Operational caveats and verifiability notes
- There is no public proof‑of‑concept or known in‑the‑wild exploitation recorded at the time of the advisory’s publication, according to published trackers and the Microsoft entry. However, absence of observed exploitation is not evidence of absence—local vectors are often harder to detect.
- Public feeds and third‑party aggregators may initially disagree on precise CVE→KB mappings; always reconcile against Microsoft’s Security Update Guide and the Microsoft Update Catalog to avoid mis‑patching.
- Applying the patch does not sanitize logs written before the fix; admins must treat historical logs as potentially sensitive and take remediation steps accordingly.
Why logging design matters — a deeper analysis
Logging is essential for troubleshooting and compliance, but it is also a persistent source of data exfiltration risk when developers or subsystems do not follow redaction or access control principles. CVE‑2025‑47979 highlights several recurring operational mistakes:- Logging sensitive values by default during high‑verbosity diagnostics without gating or redaction.
- Inadequate ACLs on log directories that permit non‑admin reads on cluster nodes.
- Reliance on perimeter controls and a false assumption that “local” attack vectors are low risk. Perimeter defenses cannot prevent an actor who already has local read access to logs.
Practical playbook for administrators (step‑by‑step)
- Identify affected systems:
- Run inventory queries to find all cluster nodes and their OS/build. Use Get-Cluster and Get-HotFix to collect evidence.
- Confirm vendor KBs:
- Open Microsoft’s Security Update Guide for CVE‑2025‑47979 from a secure admin workstation and record the KB numbers for each SKU.
- Patch in rings:
- Deploy updates to test clusters first, validate failover behavior and cluster health, then stage through pilot and production rings.
- Harden log access:
- Apply ACLs to cluster log directories, ensuring only required admin accounts have read/write permission. Monitor for exceptions.

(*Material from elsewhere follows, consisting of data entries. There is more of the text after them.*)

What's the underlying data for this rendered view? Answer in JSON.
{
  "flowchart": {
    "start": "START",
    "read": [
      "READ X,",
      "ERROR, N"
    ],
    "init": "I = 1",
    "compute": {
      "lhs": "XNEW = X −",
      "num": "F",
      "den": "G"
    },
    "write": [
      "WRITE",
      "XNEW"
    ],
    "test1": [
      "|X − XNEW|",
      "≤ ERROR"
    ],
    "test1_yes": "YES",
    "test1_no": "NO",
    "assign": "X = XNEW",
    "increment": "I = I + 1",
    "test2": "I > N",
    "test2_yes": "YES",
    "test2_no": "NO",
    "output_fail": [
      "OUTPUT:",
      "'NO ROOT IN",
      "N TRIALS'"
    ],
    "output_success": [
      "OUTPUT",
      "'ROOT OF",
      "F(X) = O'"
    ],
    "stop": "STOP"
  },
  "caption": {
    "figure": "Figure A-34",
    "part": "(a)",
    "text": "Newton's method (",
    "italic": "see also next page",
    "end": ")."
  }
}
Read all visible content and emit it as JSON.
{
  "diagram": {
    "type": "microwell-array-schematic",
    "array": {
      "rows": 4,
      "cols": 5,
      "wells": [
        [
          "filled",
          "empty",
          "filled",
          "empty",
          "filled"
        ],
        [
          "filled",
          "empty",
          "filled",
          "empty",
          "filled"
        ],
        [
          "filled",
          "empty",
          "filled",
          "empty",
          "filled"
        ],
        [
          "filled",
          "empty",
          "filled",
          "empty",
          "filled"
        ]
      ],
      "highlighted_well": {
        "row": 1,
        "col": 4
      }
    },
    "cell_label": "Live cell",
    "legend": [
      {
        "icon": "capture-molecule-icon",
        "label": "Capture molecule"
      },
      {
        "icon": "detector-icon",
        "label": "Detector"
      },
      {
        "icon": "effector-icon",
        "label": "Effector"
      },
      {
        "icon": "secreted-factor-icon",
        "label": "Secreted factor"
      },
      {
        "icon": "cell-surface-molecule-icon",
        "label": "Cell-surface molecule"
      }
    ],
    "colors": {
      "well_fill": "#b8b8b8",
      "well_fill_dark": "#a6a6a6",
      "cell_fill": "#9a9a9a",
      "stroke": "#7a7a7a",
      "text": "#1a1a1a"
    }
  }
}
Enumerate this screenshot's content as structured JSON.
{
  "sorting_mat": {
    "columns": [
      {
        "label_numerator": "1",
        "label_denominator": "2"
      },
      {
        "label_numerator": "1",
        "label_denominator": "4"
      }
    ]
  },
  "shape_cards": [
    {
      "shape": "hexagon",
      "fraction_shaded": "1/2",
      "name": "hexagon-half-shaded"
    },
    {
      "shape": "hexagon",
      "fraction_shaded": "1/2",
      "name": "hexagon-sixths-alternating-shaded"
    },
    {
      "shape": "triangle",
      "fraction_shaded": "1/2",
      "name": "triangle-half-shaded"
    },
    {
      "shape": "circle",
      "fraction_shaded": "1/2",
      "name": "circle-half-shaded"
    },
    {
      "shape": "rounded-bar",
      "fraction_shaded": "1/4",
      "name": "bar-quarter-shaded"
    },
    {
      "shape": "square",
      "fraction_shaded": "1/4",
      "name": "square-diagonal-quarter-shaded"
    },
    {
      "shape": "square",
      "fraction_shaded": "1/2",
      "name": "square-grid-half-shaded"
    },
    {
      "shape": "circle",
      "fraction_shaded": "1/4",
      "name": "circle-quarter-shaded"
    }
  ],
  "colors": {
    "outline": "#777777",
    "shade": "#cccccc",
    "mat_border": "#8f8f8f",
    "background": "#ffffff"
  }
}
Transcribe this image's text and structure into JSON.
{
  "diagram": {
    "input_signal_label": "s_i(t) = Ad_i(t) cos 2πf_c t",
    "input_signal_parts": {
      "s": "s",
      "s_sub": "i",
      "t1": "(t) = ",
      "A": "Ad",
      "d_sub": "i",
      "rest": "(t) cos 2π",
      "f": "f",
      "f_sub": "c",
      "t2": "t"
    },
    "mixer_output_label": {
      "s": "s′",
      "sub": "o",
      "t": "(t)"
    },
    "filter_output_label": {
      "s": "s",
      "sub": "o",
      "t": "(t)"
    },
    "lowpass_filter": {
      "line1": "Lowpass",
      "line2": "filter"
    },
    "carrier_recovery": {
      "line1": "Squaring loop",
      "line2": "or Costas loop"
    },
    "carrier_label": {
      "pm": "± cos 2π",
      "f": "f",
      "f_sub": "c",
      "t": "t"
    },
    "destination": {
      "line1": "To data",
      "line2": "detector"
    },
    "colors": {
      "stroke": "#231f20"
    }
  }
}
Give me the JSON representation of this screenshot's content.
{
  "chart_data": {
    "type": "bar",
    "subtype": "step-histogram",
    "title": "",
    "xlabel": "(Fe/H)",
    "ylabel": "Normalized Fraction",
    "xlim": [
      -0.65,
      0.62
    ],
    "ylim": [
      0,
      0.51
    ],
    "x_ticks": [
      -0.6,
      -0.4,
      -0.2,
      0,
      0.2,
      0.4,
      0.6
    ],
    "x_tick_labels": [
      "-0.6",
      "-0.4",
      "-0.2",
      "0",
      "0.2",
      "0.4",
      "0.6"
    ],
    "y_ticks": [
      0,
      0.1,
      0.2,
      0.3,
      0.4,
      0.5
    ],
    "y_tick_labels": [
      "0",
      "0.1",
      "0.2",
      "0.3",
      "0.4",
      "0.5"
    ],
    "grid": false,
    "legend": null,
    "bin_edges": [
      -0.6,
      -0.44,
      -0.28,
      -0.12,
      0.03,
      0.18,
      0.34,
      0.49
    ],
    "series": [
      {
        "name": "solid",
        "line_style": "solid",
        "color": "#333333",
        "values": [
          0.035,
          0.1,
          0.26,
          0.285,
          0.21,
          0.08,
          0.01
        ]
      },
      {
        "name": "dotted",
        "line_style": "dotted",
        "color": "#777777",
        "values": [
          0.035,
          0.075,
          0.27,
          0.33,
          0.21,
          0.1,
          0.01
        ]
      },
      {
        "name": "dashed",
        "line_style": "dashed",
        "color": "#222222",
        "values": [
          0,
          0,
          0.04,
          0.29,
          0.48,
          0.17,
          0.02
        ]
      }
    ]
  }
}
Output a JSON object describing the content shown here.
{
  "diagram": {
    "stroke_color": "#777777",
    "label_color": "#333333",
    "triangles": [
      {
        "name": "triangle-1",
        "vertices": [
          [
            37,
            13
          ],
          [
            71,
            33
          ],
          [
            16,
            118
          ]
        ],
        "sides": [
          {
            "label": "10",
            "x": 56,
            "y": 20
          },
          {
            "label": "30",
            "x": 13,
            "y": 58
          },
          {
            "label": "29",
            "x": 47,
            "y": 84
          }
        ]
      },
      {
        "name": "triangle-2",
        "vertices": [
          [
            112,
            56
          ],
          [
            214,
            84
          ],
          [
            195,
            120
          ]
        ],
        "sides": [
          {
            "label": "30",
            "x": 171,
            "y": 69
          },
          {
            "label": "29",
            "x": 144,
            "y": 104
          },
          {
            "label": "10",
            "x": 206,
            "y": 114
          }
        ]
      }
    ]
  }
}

- Sanitize and rotate logs:
- Remove or securely archive pre‑patch logs, perform secure deletion if those logs contain verified secrets, and update retention policies to minimize risk.

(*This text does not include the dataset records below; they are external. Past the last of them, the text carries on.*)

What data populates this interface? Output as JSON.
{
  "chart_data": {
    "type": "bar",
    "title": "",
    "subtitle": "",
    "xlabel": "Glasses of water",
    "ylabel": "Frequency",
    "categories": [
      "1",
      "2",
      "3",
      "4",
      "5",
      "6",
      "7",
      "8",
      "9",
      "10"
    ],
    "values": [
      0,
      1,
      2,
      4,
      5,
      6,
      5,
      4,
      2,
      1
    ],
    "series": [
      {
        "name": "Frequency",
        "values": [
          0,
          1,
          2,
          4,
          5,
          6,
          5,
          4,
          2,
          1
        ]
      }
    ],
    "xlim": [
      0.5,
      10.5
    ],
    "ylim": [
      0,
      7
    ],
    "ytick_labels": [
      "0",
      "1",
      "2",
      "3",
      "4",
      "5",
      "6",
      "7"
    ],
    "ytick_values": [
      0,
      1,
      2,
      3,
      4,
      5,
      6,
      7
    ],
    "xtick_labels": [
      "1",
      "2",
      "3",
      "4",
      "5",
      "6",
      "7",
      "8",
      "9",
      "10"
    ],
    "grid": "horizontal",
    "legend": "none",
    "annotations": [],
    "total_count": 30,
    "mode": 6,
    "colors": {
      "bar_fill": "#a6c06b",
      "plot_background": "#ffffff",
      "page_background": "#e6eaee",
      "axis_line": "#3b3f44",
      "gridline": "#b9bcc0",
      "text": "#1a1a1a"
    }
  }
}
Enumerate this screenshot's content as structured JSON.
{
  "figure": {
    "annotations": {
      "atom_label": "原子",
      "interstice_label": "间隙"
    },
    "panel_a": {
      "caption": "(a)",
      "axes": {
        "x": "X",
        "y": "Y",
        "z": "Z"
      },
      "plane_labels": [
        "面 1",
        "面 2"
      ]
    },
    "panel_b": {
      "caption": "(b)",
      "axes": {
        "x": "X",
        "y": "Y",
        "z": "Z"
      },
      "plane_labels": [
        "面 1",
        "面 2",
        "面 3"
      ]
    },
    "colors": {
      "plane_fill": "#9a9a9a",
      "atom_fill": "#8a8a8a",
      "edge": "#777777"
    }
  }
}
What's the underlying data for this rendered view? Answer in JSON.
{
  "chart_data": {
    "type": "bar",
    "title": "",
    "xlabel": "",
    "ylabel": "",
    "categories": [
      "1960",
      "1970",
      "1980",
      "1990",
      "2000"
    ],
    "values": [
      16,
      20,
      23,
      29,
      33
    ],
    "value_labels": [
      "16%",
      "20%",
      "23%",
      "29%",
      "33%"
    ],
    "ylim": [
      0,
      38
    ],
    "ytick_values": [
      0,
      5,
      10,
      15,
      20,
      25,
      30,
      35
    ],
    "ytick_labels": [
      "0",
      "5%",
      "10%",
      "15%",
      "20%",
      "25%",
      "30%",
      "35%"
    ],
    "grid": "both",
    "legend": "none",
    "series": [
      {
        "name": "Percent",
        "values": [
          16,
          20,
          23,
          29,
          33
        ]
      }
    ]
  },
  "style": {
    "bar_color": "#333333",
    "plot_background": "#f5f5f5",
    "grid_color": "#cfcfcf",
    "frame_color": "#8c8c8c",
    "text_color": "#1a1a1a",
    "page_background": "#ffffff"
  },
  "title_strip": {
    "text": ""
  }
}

- Rotate secrets where feasible:
- Replace service credentials or keys reasonably suspected to have been logged. Prioritize credentials whose compromise would be high impact and low cost to rotate.
- Implement detection:
- Add SIEM rules and EDR telemetry to detect non‑admin reads and suspicious cluster admin actions. Use the initial days after patching to baseline normal access patterns.
Strengths and weaknesses of the response ecosystem
Strengths:- Microsoft published an advisory and assigned a CVE, enabling targeted remediation and vendor‑backed KB mapping.

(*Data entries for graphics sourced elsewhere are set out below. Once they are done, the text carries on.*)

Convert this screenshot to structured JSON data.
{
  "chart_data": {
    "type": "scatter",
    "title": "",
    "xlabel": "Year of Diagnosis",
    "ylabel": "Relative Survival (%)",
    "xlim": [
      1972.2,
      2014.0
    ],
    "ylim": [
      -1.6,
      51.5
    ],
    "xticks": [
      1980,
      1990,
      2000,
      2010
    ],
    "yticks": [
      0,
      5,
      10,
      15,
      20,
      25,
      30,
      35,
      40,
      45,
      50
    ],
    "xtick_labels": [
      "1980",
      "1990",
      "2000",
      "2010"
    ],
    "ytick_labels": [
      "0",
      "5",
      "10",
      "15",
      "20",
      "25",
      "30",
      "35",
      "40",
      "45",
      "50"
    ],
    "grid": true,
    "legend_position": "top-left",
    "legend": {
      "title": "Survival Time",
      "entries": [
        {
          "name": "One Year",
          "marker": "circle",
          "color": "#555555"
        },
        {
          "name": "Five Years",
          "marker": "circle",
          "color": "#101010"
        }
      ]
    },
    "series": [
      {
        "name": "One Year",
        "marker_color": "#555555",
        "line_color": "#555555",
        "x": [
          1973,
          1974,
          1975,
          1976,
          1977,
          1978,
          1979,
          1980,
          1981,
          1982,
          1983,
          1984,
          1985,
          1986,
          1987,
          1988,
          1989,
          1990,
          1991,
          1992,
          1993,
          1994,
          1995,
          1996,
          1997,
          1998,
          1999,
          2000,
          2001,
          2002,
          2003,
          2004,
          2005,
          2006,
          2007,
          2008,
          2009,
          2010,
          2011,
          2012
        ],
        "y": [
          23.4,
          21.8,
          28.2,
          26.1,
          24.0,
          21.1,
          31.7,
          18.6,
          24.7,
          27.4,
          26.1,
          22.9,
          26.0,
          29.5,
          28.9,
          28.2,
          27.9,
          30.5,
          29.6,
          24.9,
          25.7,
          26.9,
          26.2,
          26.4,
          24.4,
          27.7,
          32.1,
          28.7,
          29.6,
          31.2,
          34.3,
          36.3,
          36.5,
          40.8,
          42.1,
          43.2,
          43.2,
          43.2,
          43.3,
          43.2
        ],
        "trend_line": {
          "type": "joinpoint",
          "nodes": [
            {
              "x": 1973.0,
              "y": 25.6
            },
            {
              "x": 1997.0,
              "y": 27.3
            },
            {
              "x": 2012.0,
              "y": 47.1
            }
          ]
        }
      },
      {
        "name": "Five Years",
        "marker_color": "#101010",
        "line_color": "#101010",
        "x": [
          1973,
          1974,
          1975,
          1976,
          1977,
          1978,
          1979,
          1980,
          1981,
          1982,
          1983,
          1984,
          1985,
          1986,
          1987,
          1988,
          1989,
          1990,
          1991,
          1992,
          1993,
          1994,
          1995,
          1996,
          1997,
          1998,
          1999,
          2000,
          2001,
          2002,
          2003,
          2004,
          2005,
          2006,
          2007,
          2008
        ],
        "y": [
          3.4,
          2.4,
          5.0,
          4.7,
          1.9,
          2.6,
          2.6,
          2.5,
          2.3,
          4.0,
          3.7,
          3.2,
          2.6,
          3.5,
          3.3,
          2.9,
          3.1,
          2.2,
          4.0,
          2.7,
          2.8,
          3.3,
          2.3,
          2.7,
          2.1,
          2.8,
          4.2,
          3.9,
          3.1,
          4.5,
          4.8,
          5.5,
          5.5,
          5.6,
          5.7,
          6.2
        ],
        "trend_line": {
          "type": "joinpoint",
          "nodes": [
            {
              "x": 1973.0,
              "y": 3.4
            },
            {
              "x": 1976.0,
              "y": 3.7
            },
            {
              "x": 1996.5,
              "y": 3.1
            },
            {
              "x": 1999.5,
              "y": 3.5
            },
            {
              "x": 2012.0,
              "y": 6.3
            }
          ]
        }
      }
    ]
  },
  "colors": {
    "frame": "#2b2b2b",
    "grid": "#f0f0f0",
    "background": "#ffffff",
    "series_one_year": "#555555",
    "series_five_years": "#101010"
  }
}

- Community trackers and threat feeds corroborate the severity profile and emphasize operational steps such as log sanitation and access governance.
- The dynamic nature of Microsoft’s Update Guide and inconsistent third‑party CVE→KB mappings during fast patch cycles can create confusion and mis‑patching risk. Administrators must validate the exact KB(s) for their SKU.
- Patching alone does not remove historical exposures: log hygiene and secret‑rotation are required to close residual gaps.
Conclusion
CVE‑2025‑47979 is a reminder that log hygiene and access governance are security controls, not mere operational conveniences. While the vulnerability’s CVSS score is Medium (5.5), the combination of privileged logging contexts and local‑readable log files can turn a local information leak into the first step of a high‑impact enterprise compromise. Administrators should:- Confirm applicability and exact KBs via Microsoft’s Security Update Guide on a secure admin workstation;
- Patch cluster nodes promptly in a staged manner;
- Sanitize or rotate historical logs and rotate exposed credentials where practical;
- Harden local access, implement SIEM detection for non‑admin log reads, and revise logging practices to avoid recording secrets.